The toe of her trailing foot caught the edge of the counter and
she began to tumble, headed for a face-plant into the greyed-out
industrial carpet. Alan had the presence of mind to catch her, her tit
crashing into his head, and gentle her to the floor.
"We're going," Mimi said. "Now."
Alan hardly knew where he was anymore. The card was in Mimi's hand,
though, and he reached for it, making a keening noise deep in his
throat.
"Here," she said, handing it to him. When he touched the felted card
stock, he snapped back to himself. "Sorry," he said lamely to the
mesh-back kid.
Mimi yanked his arm and they jumped into the car and he fumbled the key
into the ignition, fumbled the car to life. His head felt like a balloon
on the end of a taut string, floating some yards above his body.
He gunned the engine and the body rolled in the trunk. He'd forgotten
about it for a while in the library and now he remembered it
again. Maybe he felt something then, a twitchy twinge of grief, but he
swallowed hard and it went away. The clunk-clunk of the wheels going
over the curb as he missed the curb-cut back out onto the road, Mimi
sucking breath in a hiss as he narrowly avoided getting T-boned by a
rusted-out pickup truck, and then the hum of the road under his wheels.
"Alan?" Mimi said.
"It was my first piece of identification," he said.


YOUR ASSIGNMENT
Each line that includes "will" must be copied from the records.

(Saved data entries)
★ ★ ★
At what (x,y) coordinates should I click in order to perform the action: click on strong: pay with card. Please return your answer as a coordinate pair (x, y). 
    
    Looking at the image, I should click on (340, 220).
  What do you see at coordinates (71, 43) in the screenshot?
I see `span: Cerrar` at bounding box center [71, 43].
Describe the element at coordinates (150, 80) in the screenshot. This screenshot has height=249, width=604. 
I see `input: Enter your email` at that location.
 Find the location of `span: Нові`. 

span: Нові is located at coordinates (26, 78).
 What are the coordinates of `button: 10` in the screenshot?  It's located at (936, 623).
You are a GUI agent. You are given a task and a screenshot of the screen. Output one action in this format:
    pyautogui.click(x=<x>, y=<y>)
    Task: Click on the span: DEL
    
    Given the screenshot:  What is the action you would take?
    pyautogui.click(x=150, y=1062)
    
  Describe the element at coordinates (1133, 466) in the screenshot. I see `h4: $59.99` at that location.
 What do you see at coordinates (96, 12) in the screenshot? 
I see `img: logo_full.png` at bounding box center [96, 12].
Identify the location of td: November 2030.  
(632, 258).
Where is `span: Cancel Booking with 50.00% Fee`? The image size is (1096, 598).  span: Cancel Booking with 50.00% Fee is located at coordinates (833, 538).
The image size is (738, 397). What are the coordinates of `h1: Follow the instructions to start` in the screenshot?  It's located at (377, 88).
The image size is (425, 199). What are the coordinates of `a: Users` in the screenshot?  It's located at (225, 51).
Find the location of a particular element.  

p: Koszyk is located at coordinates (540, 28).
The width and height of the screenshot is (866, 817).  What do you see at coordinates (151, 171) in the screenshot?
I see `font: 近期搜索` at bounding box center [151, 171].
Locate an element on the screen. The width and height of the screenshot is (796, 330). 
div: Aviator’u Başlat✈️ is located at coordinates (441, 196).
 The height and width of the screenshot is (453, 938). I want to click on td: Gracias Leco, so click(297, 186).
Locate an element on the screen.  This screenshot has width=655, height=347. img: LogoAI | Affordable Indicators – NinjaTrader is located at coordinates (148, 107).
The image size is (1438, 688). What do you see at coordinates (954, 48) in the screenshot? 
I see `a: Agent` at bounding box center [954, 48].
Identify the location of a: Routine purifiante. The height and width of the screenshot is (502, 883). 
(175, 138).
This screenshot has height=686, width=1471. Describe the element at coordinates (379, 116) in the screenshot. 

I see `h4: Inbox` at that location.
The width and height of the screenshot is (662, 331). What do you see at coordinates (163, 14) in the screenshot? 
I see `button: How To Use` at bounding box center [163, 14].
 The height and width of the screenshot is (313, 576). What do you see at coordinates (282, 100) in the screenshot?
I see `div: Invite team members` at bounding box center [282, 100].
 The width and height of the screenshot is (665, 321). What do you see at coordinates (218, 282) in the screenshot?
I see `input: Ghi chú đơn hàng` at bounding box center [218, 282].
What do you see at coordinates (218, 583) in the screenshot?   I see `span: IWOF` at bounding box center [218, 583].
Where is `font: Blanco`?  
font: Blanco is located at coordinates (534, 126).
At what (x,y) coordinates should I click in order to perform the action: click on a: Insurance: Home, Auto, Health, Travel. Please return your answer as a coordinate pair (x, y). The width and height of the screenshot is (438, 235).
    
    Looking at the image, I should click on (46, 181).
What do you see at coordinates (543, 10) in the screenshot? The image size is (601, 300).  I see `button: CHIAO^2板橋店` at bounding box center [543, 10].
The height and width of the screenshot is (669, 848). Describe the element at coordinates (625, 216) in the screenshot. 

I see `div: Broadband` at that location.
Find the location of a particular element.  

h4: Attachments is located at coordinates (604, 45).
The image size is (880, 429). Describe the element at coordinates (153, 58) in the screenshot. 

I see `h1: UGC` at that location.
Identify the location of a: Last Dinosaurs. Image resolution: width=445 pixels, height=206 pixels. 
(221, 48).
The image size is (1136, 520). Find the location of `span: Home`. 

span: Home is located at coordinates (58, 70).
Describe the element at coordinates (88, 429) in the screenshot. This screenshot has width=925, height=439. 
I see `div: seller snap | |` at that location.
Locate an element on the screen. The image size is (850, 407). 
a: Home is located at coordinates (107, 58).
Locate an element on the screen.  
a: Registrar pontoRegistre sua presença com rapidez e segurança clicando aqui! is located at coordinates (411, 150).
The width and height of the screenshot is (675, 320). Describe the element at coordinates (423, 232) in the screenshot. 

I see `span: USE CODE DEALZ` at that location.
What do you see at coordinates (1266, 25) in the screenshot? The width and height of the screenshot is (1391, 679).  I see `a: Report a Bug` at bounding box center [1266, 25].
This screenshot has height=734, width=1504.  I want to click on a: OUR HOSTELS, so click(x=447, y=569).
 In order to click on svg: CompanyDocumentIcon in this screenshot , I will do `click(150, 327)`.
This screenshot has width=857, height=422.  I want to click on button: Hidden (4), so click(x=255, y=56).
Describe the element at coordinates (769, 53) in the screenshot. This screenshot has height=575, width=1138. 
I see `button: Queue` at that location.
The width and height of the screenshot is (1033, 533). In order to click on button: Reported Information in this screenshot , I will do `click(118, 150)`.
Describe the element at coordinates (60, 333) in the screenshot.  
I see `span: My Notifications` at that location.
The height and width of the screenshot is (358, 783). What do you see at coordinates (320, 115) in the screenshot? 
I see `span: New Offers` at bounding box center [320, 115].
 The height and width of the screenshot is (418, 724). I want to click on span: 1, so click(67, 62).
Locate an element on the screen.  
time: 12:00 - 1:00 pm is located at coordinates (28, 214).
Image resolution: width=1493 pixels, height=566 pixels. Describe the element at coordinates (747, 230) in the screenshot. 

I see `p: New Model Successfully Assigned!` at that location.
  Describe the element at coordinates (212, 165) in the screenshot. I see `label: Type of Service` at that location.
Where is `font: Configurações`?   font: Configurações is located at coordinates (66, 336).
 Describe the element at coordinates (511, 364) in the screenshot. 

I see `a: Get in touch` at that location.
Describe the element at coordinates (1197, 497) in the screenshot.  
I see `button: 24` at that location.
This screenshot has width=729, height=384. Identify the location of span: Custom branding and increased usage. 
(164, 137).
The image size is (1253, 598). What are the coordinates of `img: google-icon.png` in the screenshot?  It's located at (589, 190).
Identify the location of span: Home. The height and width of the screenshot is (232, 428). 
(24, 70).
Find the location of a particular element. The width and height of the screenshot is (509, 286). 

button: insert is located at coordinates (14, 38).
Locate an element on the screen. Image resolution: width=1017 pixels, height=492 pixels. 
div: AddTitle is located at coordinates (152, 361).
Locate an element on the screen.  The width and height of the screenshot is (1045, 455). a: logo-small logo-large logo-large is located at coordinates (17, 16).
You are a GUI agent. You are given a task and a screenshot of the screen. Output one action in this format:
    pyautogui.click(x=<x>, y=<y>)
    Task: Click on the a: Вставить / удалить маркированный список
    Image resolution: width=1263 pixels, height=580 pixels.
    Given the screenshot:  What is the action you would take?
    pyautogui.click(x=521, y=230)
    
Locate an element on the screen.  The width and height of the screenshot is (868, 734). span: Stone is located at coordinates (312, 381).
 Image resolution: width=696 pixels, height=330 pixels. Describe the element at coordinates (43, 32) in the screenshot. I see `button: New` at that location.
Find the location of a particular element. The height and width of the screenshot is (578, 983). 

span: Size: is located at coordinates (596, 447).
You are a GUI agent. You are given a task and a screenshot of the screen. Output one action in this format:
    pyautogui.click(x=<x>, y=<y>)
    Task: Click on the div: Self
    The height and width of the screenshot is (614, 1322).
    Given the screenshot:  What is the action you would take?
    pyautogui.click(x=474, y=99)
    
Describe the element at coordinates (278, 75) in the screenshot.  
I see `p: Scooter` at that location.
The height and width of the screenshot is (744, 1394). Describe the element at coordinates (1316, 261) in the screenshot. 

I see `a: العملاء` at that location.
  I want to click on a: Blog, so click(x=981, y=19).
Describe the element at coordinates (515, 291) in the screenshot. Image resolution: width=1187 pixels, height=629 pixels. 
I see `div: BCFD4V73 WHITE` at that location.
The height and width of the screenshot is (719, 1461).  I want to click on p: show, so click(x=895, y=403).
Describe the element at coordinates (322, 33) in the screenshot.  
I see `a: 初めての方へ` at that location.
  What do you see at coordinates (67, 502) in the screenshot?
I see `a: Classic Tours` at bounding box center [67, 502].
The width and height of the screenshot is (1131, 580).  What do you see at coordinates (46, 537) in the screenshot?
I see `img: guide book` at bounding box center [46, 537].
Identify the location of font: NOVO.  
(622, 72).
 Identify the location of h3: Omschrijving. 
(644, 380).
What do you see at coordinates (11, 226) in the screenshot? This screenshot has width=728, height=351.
★ ★ ★
PROBLEM SOLUTION
 In order to click on svg: CompanyDocumentIcon in this screenshot , I will do `click(150, 327)`.
The width and height of the screenshot is (1033, 533). In order to click on button: Reported Information in this screenshot , I will do `click(118, 150)`.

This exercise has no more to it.